Is it time to refresh your nonprofit’s email newsletter? We recently shared our seven tips for modern nonprofit email newsletter designs.
Today, let’s look at five email newsletter trends that will influence the way your nonprofit’s e-newsletter looks in the future.
1. Movement at the Top
We all know the power of video and animated content. It’s everywhere. So why not at the top of your e-newsletter too?
Here’s an example from Charity: Water.
You can easily make animated gifs from still photos or graphics using tools like Canva or by inserting just a few seconds from a video you are highlighting.
2. Video Newsletters
Why not go all in with video and deliver the newsletter content itself that way? The National Military Family Association does a monthly video newsletter with a very brief text summary. While we don’t see a ton of these, we think it’s a great email newsletter trend. If you can’t pull it off, at least try to add movement at the top.
3. Seeking Feedback in the Footer
We all want to know how the folks on our mailing lists are perceiving our work. Why not ask?
Placing a section in your newsletter footer is another email newsletter trend we love, as Compassion International does. Each icon takes you to a landing page. You can include a form there to collect additional data or just acknowledge the feedback. If you are technically savvy enough, you could also pass this information (which icon they clicked on) into your CRM as another data point about the individuals on your list who do click.
4. Cleaner Event Marketing
Nonprofits market a lot of events. Like a lot.
All of those details can really clutter up an email and make it very hard to skim.
I love the more visually oriented calendar approaches taken by Insight Memory Care Center and the Triangle Land Conservancy.
We really hope this trend catches on in the sector!
5. Conditional Content to Increase Personalization
The biggest email newsletter trend of all? Using conditional content to personalize newsletters to each person on your list based on what you know about them.
We’ll share much more about using conditional content as it becomes more universally available in email marketing software, but here’s the basic idea.
Conditional content lets you either show or hide content that will appear in each person’s version of your newsletter in their inbox. As you build the newsletter, you set the rules determining who will see what chunks of content.
So, you could show event marketing to people who have not RSVPd for the event yet, but suppress it or show attendee-only content to those who have.
If you know certain folks like cats and others like dogs because you have them tagged in your CRM, you can show cat images to cat people and dog images to dog people (or whatever makes sense given the topics you work on).
It will look like a bit of a mess on your end because you are adding ALL of the content in the version that you build. But when it is delivered to inboxes, it will look right. We highly recommend testing the variations before sending them!
We would love to see how you are implementing these trends in your nonprofit newsletters!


What the task requires => Lines holding the word "elements" are the ones to copy from the data below.

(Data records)
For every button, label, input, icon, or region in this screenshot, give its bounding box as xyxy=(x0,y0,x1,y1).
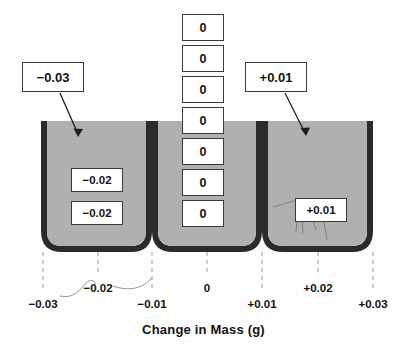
center-chip-6: 0 xyxy=(182,169,224,196)
center-chip-4: 0 xyxy=(182,107,224,134)
cup-right-rim xyxy=(367,121,373,127)
center-chip-6-label: 0 xyxy=(200,176,207,190)
center-chip-3: 0 xyxy=(182,76,224,103)
left-chip-1-label: −0.02 xyxy=(82,174,111,186)
center-chip-7-label: 0 xyxy=(200,207,207,221)
right-callout-box: +0.01 xyxy=(245,62,307,92)
left-chip-2-label: −0.02 xyxy=(82,207,111,219)
left-callout-label: −0.03 xyxy=(37,70,70,85)
tick-label-0: 0 xyxy=(204,282,210,294)
center-chip-7: 0 xyxy=(182,200,224,227)
center-chip-3-label: 0 xyxy=(200,83,207,97)
cup-left-rim xyxy=(41,121,47,127)
figure-container: −0.03 +0.01 0 0 0 0 0 0 0 −0.02 −0.02 +0… xyxy=(0,0,407,354)
center-chip-2: 0 xyxy=(182,45,224,72)
center-chip-4-label: 0 xyxy=(200,114,207,128)
center-chip-5: 0 xyxy=(182,138,224,165)
tick-label-p002: +0.02 xyxy=(303,282,332,294)
right-chip-1: +0.01 xyxy=(295,198,347,222)
center-chip-1: 0 xyxy=(182,14,224,41)
left-chip-1: −0.02 xyxy=(71,168,123,192)
tick-label-m001: −0.01 xyxy=(137,298,166,310)
center-chip-5-label: 0 xyxy=(200,145,207,159)
tick-label-p001: +0.01 xyxy=(247,298,276,310)
cup-right-fill xyxy=(268,121,367,246)
center-chip-2-label: 0 xyxy=(200,52,207,66)
left-chip-2: −0.02 xyxy=(71,201,123,225)
right-callout-label: +0.01 xyxy=(260,70,293,85)
tick-label-m002: −0.02 xyxy=(83,282,112,294)
left-callout-box: −0.03 xyxy=(22,62,84,92)
cup-right xyxy=(262,121,373,252)
tick-label-p003: +0.03 xyxy=(358,298,387,310)
right-chip-1-label: +0.01 xyxy=(306,204,335,216)
center-chip-1-label: 0 xyxy=(200,21,207,35)
tick-label-m003: −0.03 xyxy=(28,298,57,310)
axis-title: Change in Mass (g) xyxy=(0,322,407,337)
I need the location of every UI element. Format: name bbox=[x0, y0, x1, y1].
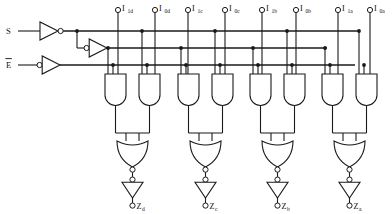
terminal-pin-icon bbox=[367, 7, 372, 12]
data-input-sub-i0c: 0c bbox=[234, 8, 240, 14]
terminal-pin-icon bbox=[259, 7, 264, 12]
and-gate-icon[interactable] bbox=[250, 74, 271, 106]
inversion-bubble-icon bbox=[130, 177, 135, 182]
buffer-triangle-icon[interactable] bbox=[339, 182, 360, 198]
or-gate-icon[interactable] bbox=[190, 141, 221, 167]
wire-junction-dot-icon bbox=[218, 63, 222, 67]
terminal-pin-icon bbox=[115, 7, 120, 12]
and-gates-group bbox=[105, 74, 377, 133]
inversion-bubble-icon bbox=[347, 177, 352, 182]
logic-diagram-canvas: S E I 1d I 0d I 1c I 0c I 1b I 0b I 1a I… bbox=[0, 0, 392, 214]
output-label-za: Z bbox=[354, 202, 359, 211]
data-input-pin-i0c[interactable] bbox=[222, 7, 227, 74]
wire-junction-dot-icon bbox=[290, 63, 294, 67]
and-gate-icon[interactable] bbox=[356, 74, 377, 106]
wire-junction-dot-icon bbox=[106, 46, 110, 50]
enable-input-label: E bbox=[6, 60, 11, 70]
or-gate-icon[interactable] bbox=[334, 141, 365, 167]
bus-tap-wires-group bbox=[106, 29, 366, 74]
data-input-label-i1c: I bbox=[192, 4, 195, 13]
or-gate-icon[interactable] bbox=[262, 141, 293, 167]
wire-junction-dot-icon bbox=[251, 46, 255, 50]
data-input-sub-i0a: 0a bbox=[379, 8, 385, 14]
buffer-triangle-icon bbox=[42, 56, 60, 74]
select-input-stage bbox=[18, 22, 360, 48]
and-to-nor-join-group bbox=[116, 133, 367, 141]
inversion-bubble-icon bbox=[84, 45, 89, 50]
output-sub-zb: b bbox=[287, 206, 290, 212]
inversion-bubble-icon bbox=[130, 167, 135, 172]
wire-junction-dot-icon bbox=[213, 29, 217, 33]
wire-junction-dot-icon bbox=[256, 63, 260, 67]
and-gate-icon[interactable] bbox=[139, 74, 160, 106]
data-input-pin-i0b[interactable] bbox=[293, 7, 298, 74]
inversion-bubble-icon bbox=[58, 28, 63, 33]
data-input-pin-i0a[interactable] bbox=[367, 7, 372, 74]
and-gate-icon[interactable] bbox=[105, 74, 126, 106]
inversion-bubble-icon bbox=[37, 62, 42, 67]
output-labels-group: Z d Z c Z b Z a bbox=[137, 202, 363, 212]
wire-junction-dot-icon bbox=[179, 46, 183, 50]
circuit-schematic-svg: S E I 1d I 0d I 1c I 0c I 1b I 0b I 1a I… bbox=[0, 0, 392, 214]
inversion-bubble-icon bbox=[203, 167, 208, 172]
or-gate-icon[interactable] bbox=[117, 141, 148, 167]
data-input-sub-i1a: 1a bbox=[347, 8, 353, 14]
inversion-bubble-icon bbox=[275, 177, 280, 182]
data-input-label-i1b: I bbox=[266, 4, 269, 13]
data-input-label-i0b: I bbox=[300, 4, 303, 13]
select-input-label: S bbox=[6, 26, 11, 36]
data-input-sub-i0b: 0b bbox=[305, 8, 311, 14]
buffer-triangle-icon[interactable] bbox=[122, 182, 143, 198]
buffer-triangle-icon bbox=[89, 39, 107, 57]
output-label-zb: Z bbox=[282, 202, 287, 211]
buffer-triangle-icon[interactable] bbox=[267, 182, 288, 198]
wire-junction-dot-icon bbox=[184, 63, 188, 67]
data-input-pin-i1a[interactable] bbox=[335, 7, 340, 74]
control-labels-group: S E bbox=[5, 26, 11, 70]
terminal-pin-icon bbox=[152, 7, 157, 12]
terminal-pin-icon[interactable] bbox=[130, 203, 135, 208]
wire-junction-dot-icon bbox=[145, 63, 149, 67]
terminal-pin-icon bbox=[185, 7, 190, 12]
terminal-pin-icon bbox=[222, 7, 227, 12]
and-gate-icon[interactable] bbox=[178, 74, 199, 106]
wire-junction-dot-icon bbox=[285, 29, 289, 33]
output-sub-za: a bbox=[359, 206, 362, 212]
wire-junction-dot-icon bbox=[140, 29, 144, 33]
data-input-sub-i0d: 0d bbox=[164, 8, 170, 14]
data-input-label-i0d: I bbox=[159, 4, 162, 13]
buffer-triangle-icon[interactable] bbox=[195, 182, 216, 198]
and-gate-icon[interactable] bbox=[212, 74, 233, 106]
output-label-zc: Z bbox=[210, 202, 215, 211]
output-label-zd: Z bbox=[137, 202, 142, 211]
terminal-pin-icon[interactable] bbox=[203, 203, 208, 208]
wire-junction-dot-icon bbox=[323, 46, 327, 50]
terminal-pin-icon bbox=[335, 7, 340, 12]
data-input-label-i0c: I bbox=[229, 4, 232, 13]
and-gate-icon[interactable] bbox=[322, 74, 343, 106]
data-input-label-i0a: I bbox=[374, 4, 377, 13]
wire-junction-dot-icon bbox=[111, 63, 115, 67]
data-input-sub-i1c: 1c bbox=[197, 8, 203, 14]
wire-junction-dot-icon bbox=[328, 63, 332, 67]
data-input-pins-group bbox=[115, 7, 372, 74]
output-sub-zd: d bbox=[142, 206, 145, 212]
data-input-sub-i1b: 1b bbox=[271, 8, 277, 14]
output-sub-zc: c bbox=[215, 206, 218, 212]
data-input-pin-i0d[interactable] bbox=[152, 7, 157, 74]
terminal-pin-icon bbox=[293, 7, 298, 12]
data-input-pin-i1d[interactable] bbox=[115, 7, 120, 74]
terminal-pin-icon[interactable] bbox=[275, 203, 280, 208]
data-input-labels-group: I 1d I 0d I 1c I 0c I 1b I 0b I 1a I 0a bbox=[122, 4, 385, 14]
data-input-pin-i1b[interactable] bbox=[259, 7, 264, 74]
data-input-sub-i1d: 1d bbox=[127, 8, 133, 14]
select-inverter-stage bbox=[84, 39, 327, 57]
data-input-label-i1a: I bbox=[342, 4, 345, 13]
terminal-pin-icon[interactable] bbox=[347, 203, 352, 208]
inversion-bubble-icon bbox=[347, 167, 352, 172]
wire-junction-dot-icon bbox=[362, 63, 366, 67]
wire-junction-dot-icon bbox=[357, 29, 361, 33]
buffer-triangle-icon bbox=[40, 22, 58, 40]
nor-gates-group bbox=[117, 141, 365, 177]
and-gate-icon[interactable] bbox=[284, 74, 305, 106]
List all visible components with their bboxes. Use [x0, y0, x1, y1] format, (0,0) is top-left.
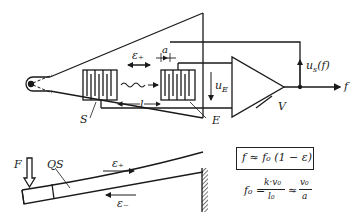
diagram-canvas: ε₊ a l S E V uE us(f) f F QS ε₊ ε₋ f ≈ f… [0, 0, 357, 224]
label-l: l [140, 99, 144, 110]
formula-frac2-den: a [302, 192, 307, 201]
formula-frac1-den: l₀ [268, 192, 275, 201]
formula-approx: ≈ [288, 185, 297, 196]
amplifier-v [232, 57, 284, 117]
pivot-icon [29, 82, 34, 87]
label-beam-strain-plus: ε₊ [112, 158, 124, 169]
formula-frac2-num: v₀ [300, 178, 309, 187]
fraction-bar-1 [263, 189, 285, 190]
transducer-e [161, 70, 195, 100]
label-e: E [212, 115, 220, 126]
label-a: a [162, 45, 168, 55]
formula-boxed: f ≈ f₀ (1 − ε) [242, 152, 312, 163]
label-beam-strain-minus: ε₋ [117, 198, 129, 209]
formula-frac1-num: k·v₀ [264, 178, 281, 187]
label-strain-plus: ε₊ [132, 50, 144, 61]
label-f: f [344, 81, 348, 92]
formula-f0-lhs: f₀ = [244, 185, 265, 196]
wall-hatch [202, 168, 208, 212]
force-arrow [24, 158, 35, 187]
label-force: F [14, 159, 22, 170]
transducer-s [83, 70, 117, 100]
label-s: S [80, 114, 88, 125]
label-v: V [278, 101, 286, 112]
label-qs: QS [47, 159, 64, 170]
label-ue: uE [215, 80, 228, 94]
label-us: us(f) [306, 60, 330, 74]
fraction-bar-2 [299, 189, 312, 190]
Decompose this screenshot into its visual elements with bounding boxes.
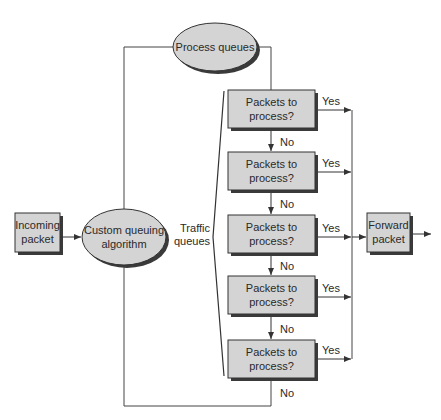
yes-arrows — [318, 110, 351, 359]
incoming-packet-node: Incoming packet — [15, 213, 63, 255]
queue-3-line2: process? — [249, 235, 294, 247]
custom-queuing-algorithm-node: Custom queuing algorithm — [82, 209, 169, 268]
queue-decision-5: Packets to process? — [228, 340, 318, 381]
no-label-4: No — [280, 323, 294, 335]
yes-label-1: Yes — [322, 95, 340, 107]
algorithm-line2: algorithm — [101, 238, 146, 250]
queue-2-line2: process? — [249, 172, 294, 184]
no-label-5: No — [280, 387, 294, 399]
forward-packet-line2: packet — [372, 233, 404, 245]
queue-4-line1: Packets to — [246, 282, 297, 294]
queue-3-line1: Packets to — [246, 221, 297, 233]
yes-label-5: Yes — [322, 344, 340, 356]
algorithm-line1: Custom queuing — [84, 224, 164, 236]
queue-5-line2: process? — [249, 360, 294, 372]
forward-packet-line1: Forward — [368, 219, 408, 231]
process-queues-node: Process queues — [173, 23, 260, 74]
no-label-2: No — [280, 198, 294, 210]
yes-label-3: Yes — [322, 222, 340, 234]
incoming-packet-line1: Incoming — [15, 219, 60, 231]
no-label-1: No — [280, 136, 294, 148]
no-label-3: No — [280, 260, 294, 272]
yes-label-2: Yes — [322, 157, 340, 169]
queue-decision-4: Packets to process? — [228, 276, 318, 317]
queue-1-line2: process? — [249, 110, 294, 122]
traffic-queues-line2: queues — [174, 235, 211, 247]
traffic-queues-brace — [213, 91, 224, 376]
queue-4-line2: process? — [249, 296, 294, 308]
queue-1-line1: Packets to — [246, 96, 297, 108]
queue-decision-3: Packets to process? — [228, 215, 318, 256]
queue-decision-2: Packets to process? — [228, 152, 318, 193]
queue-2-line1: Packets to — [246, 158, 297, 170]
queue-decision-1: Packets to process? — [228, 90, 318, 131]
yes-label-4: Yes — [322, 282, 340, 294]
custom-queuing-flowchart: Process queues Incoming packet Custom qu… — [0, 0, 441, 420]
process-queues-label: Process queues — [176, 41, 255, 53]
queue-5-line1: Packets to — [246, 346, 297, 358]
incoming-packet-line2: packet — [21, 233, 53, 245]
forward-packet-node: Forward packet — [367, 213, 413, 255]
traffic-queues-line1: Traffic — [180, 222, 210, 234]
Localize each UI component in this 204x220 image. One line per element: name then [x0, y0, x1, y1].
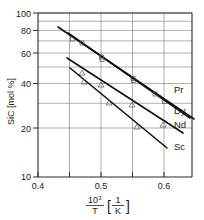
y-tick-20: 20	[21, 124, 31, 134]
y-tick-80: 80	[21, 26, 31, 36]
series-line-dy	[68, 33, 190, 118]
x-axis-denominator: T	[92, 206, 98, 216]
series-label-sc: Sc	[174, 141, 185, 152]
series-label-pr: Pr	[174, 84, 184, 95]
data-point-marker	[129, 102, 135, 107]
y-tick-10: 10	[21, 172, 31, 182]
x-axis-bracket-open: [	[107, 198, 111, 214]
x-tick-0.4: 0.4	[32, 181, 45, 191]
x-axis-numerator-exponent: 3	[98, 195, 102, 201]
vertical-gridlines	[70, 13, 165, 177]
x-axis-numerator: 10	[88, 195, 98, 205]
x-axis-ticks	[38, 172, 164, 177]
x-axis-title: 10 3 T [ 1 K ]	[86, 195, 130, 217]
series-line-nd	[67, 58, 183, 133]
x-axis-unit-denominator: K	[115, 206, 121, 216]
series-label-nd: Nd	[174, 119, 186, 130]
y-tick-100: 100	[16, 9, 31, 19]
x-tick-0.6: 0.6	[158, 181, 171, 191]
x-tick-0.5: 0.5	[95, 181, 108, 191]
y-tick-60: 60	[21, 49, 31, 59]
y-tick-40: 40	[21, 79, 31, 89]
series-label-dy: Dy	[174, 105, 186, 116]
y-axis-title: SiC [mol %]	[6, 78, 16, 125]
x-axis-unit-numerator: 1	[115, 195, 120, 205]
chart-figure: 100 80 60 40 20 10 0.4 0.5 0.6 SiC [mol …	[0, 0, 204, 220]
horizontal-gridlines	[38, 13, 192, 128]
plot-frame	[38, 13, 192, 177]
arrhenius-sic-plot: 100 80 60 40 20 10 0.4 0.5 0.6 SiC [mol …	[0, 0, 204, 220]
y-axis-ticks	[33, 13, 38, 177]
data-point-marker	[160, 122, 166, 127]
series-line-sc	[70, 68, 167, 148]
data-point-marker	[79, 70, 85, 75]
x-axis-bracket-close: ]	[126, 198, 130, 214]
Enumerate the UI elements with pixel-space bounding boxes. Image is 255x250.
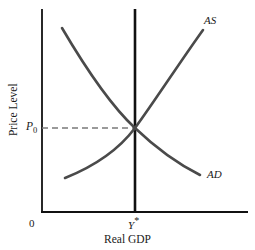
ad-curve	[62, 28, 200, 175]
y-axis-label: Price Level	[8, 75, 20, 145]
equilibrium-price-label: P0	[26, 121, 37, 135]
equilibrium-output-label: Y*	[128, 216, 139, 231]
ad-as-diagram: AS AD 0 Y* Real GDP Price Level P0	[0, 0, 255, 250]
ad-curve-label: AD	[207, 169, 222, 180]
x-axis-label: Real GDP	[0, 234, 255, 246]
equilibrium-price-symbol: P	[26, 120, 33, 132]
origin-label: 0	[29, 218, 35, 229]
diagram-canvas	[0, 0, 255, 250]
as-curve-label: AS	[204, 15, 216, 26]
equilibrium-output-star: *	[134, 215, 139, 226]
equilibrium-price-subscript: 0	[33, 125, 37, 135]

Solution for this problem =>
Decompose this screenshot into its visual elements with bounding boxes.
Enumerate the UI elements with pixel-space bounding boxes. Image is 255x250.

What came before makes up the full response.